English Binding.- [Breviary] Portiforium Seu Breviarium, 3 parts in 1, blackletter in double column, in black and red throughout, woodcut device to title, two manuscript notes to margins in English in a contemporary hand (at +6 verso and i2, this scoured out), title faintly browned and soiled otherwise generally quite clean, bound in contemporary English calf over boards, stamped in blind in a panel design bearing foliate and other devices (possibly including griffins), neatly rebacked, lacking clasps, [Adams L949], Paris, by Joannis le Blanc for Guillaume Merlin, 1557.
⁂ A fantastic example of a prayerbook from the period of Catholic restoration in England under Mary Tudor, with English ownership and in a contemporary English binding.
This summer section of the Roman Breviary, according to the use of Salisbury, while printed in Paris was clearly intended for the English market, and if not soon after printing then definitely by the end of the century was in the hands of an English owner. The manuscript note on the verso of folio +6, the Calendar page for October, is of great contextual resonance, reading "the first sonday of hoctober ys the dedycation day of the churche All ways". The first Sunday in October had been decreed by Henry VIII in 1536 to be held as the official feast of dedication for every parish Church in England, rather than as traditionally on the exact date specific to each parish. This note thus reveals the complex blending of religious paradigms and sentiment in England at this time, between Henrician Anglicanism and Marian Catholicism. Of course, if the book came into English hands later than 1558, the state of recusancy adds yet another complex interpretational layer to the context of this scribbled reminder.
Provenance: Tho. Falconer [18th century engraved bookplate] & Pusey House, Oxford [library stamps to title and front endpaper].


Task to complete =>
Look below for the line holding "In order to click on li: Try" and the line holding "The image size is (651, 503).". Transcribe exactly those lines and all lines between them, nothing more.

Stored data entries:
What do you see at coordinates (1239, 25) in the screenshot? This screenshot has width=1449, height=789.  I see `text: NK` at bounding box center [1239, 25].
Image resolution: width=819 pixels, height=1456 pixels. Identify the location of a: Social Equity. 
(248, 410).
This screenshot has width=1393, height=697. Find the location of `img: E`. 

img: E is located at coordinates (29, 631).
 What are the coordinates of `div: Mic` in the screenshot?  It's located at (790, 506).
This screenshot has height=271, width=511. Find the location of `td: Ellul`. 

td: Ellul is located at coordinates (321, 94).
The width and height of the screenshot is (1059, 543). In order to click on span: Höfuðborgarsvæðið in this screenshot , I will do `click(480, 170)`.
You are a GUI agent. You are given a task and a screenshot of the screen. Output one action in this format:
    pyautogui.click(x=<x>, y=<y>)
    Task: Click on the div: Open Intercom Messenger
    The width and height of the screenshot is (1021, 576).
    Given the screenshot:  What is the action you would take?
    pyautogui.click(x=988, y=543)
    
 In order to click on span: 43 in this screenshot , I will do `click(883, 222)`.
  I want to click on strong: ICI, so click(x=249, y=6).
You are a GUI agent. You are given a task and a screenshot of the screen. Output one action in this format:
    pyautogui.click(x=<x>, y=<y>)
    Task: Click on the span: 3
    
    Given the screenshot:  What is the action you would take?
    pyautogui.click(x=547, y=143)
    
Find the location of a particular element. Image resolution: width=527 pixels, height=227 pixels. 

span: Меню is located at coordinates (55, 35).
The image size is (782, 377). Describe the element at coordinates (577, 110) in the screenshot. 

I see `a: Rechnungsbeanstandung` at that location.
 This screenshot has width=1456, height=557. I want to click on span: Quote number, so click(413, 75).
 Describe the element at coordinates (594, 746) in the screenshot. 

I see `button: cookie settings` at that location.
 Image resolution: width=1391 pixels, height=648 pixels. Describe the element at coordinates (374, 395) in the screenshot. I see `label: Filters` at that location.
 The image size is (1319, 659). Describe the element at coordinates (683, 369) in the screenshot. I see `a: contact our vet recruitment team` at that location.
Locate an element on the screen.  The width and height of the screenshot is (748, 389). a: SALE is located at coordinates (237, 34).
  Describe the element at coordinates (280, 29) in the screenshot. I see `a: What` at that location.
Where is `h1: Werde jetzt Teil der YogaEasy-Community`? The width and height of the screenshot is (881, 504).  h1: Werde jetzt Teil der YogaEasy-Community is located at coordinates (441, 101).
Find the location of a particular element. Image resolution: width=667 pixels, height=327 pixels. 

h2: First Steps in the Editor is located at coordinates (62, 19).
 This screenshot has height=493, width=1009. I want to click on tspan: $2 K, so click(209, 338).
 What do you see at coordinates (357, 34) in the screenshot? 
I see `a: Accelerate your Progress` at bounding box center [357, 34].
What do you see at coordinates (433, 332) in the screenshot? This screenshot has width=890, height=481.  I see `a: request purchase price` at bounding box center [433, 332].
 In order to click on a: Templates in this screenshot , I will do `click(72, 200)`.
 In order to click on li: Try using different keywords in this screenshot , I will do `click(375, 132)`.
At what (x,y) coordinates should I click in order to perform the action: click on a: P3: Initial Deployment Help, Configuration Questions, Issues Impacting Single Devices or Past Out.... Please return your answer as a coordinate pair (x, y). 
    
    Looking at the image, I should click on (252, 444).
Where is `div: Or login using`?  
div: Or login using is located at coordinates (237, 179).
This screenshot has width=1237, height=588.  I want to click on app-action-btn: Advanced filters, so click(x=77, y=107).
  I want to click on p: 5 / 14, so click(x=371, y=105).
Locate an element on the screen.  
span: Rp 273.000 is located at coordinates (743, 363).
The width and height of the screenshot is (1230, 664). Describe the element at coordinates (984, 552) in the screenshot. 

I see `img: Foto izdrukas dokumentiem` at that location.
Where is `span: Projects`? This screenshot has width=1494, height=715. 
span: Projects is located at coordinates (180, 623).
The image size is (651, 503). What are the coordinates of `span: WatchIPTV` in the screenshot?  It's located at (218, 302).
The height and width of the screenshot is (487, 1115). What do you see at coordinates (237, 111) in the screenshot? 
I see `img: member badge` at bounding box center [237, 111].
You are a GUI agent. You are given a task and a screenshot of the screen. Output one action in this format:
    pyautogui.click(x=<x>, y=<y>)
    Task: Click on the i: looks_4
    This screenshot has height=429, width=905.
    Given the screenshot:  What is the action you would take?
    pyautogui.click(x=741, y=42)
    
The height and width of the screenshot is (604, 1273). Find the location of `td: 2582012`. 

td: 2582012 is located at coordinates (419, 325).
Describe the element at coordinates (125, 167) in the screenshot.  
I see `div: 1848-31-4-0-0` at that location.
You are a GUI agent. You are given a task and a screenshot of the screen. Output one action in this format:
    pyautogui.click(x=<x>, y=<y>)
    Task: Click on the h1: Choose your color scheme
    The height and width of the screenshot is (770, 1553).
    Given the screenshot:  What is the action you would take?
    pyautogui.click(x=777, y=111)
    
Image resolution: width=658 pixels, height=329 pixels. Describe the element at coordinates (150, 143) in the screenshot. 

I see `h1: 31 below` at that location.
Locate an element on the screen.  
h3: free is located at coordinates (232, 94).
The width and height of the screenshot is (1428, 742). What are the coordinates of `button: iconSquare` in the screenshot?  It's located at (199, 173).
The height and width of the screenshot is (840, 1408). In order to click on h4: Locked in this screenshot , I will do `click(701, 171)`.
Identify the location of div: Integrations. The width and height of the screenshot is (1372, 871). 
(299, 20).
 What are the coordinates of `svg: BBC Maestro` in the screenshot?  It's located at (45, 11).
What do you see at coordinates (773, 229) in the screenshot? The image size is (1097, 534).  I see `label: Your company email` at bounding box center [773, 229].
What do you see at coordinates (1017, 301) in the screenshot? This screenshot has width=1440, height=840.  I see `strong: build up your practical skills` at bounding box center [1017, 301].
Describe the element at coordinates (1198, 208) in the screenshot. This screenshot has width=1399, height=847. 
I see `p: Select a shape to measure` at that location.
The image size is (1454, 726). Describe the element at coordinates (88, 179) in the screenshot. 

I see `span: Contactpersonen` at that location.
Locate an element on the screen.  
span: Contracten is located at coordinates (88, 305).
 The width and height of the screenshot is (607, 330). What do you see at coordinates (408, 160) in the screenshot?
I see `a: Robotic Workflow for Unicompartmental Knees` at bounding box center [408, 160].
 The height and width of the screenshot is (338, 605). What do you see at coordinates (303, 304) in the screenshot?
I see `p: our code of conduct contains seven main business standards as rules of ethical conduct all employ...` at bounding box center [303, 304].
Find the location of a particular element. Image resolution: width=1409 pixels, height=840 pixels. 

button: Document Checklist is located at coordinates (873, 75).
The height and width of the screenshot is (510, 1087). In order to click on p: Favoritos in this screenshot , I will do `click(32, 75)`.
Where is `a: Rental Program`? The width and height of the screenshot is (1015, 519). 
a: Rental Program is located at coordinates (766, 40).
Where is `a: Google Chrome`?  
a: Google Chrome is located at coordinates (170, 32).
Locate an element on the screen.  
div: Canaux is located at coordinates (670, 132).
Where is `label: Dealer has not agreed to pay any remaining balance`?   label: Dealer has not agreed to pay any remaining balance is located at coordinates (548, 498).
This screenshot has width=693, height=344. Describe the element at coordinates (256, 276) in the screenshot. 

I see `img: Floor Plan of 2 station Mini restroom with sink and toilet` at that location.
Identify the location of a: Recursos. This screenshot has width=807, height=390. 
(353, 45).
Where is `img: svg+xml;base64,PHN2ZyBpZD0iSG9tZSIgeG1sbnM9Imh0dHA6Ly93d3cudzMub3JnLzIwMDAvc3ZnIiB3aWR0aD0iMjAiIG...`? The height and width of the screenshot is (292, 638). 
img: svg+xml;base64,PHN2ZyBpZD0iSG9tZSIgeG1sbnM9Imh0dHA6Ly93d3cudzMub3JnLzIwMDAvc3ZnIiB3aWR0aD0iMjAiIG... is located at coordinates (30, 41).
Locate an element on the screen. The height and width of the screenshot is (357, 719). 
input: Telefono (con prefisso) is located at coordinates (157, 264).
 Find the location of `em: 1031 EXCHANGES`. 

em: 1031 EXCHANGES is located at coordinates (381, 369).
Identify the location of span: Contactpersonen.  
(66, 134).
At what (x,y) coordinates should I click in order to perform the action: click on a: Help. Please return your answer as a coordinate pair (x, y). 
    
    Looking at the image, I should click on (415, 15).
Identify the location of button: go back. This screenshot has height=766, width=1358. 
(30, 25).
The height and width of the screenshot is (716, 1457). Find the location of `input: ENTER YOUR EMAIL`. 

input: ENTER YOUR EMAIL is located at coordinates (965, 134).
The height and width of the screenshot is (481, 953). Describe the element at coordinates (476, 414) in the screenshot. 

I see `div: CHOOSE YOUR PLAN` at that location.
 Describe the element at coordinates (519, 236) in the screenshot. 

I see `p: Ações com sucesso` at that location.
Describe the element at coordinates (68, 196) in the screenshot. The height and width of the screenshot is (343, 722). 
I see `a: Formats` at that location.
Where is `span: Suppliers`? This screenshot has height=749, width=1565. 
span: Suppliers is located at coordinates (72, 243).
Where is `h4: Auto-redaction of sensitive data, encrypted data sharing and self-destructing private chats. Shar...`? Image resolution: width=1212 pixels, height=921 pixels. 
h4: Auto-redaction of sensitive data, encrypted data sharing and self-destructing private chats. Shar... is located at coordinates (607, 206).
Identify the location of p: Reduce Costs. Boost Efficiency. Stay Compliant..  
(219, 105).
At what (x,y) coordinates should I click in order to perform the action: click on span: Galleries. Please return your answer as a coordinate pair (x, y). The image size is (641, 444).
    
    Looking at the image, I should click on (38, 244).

Answer below =>
 In order to click on li: Try using different keywords in this screenshot , I will do `click(375, 132)`.
At what (x,y) coordinates should I click in order to perform the action: click on a: P3: Initial Deployment Help, Configuration Questions, Issues Impacting Single Devices or Past Out.... Please return your answer as a coordinate pair (x, y). 
    
    Looking at the image, I should click on (252, 444).
Where is `div: Or login using`?  
div: Or login using is located at coordinates (237, 179).
This screenshot has width=1237, height=588.  I want to click on app-action-btn: Advanced filters, so click(x=77, y=107).
  I want to click on p: 5 / 14, so click(x=371, y=105).
Locate an element on the screen.  
span: Rp 273.000 is located at coordinates (743, 363).
The width and height of the screenshot is (1230, 664). Describe the element at coordinates (984, 552) in the screenshot. 

I see `img: Foto izdrukas dokumentiem` at that location.
Where is `span: Projects`? This screenshot has width=1494, height=715. 
span: Projects is located at coordinates (180, 623).
The image size is (651, 503). What are the coordinates of `span: WatchIPTV` in the screenshot?  It's located at (218, 302).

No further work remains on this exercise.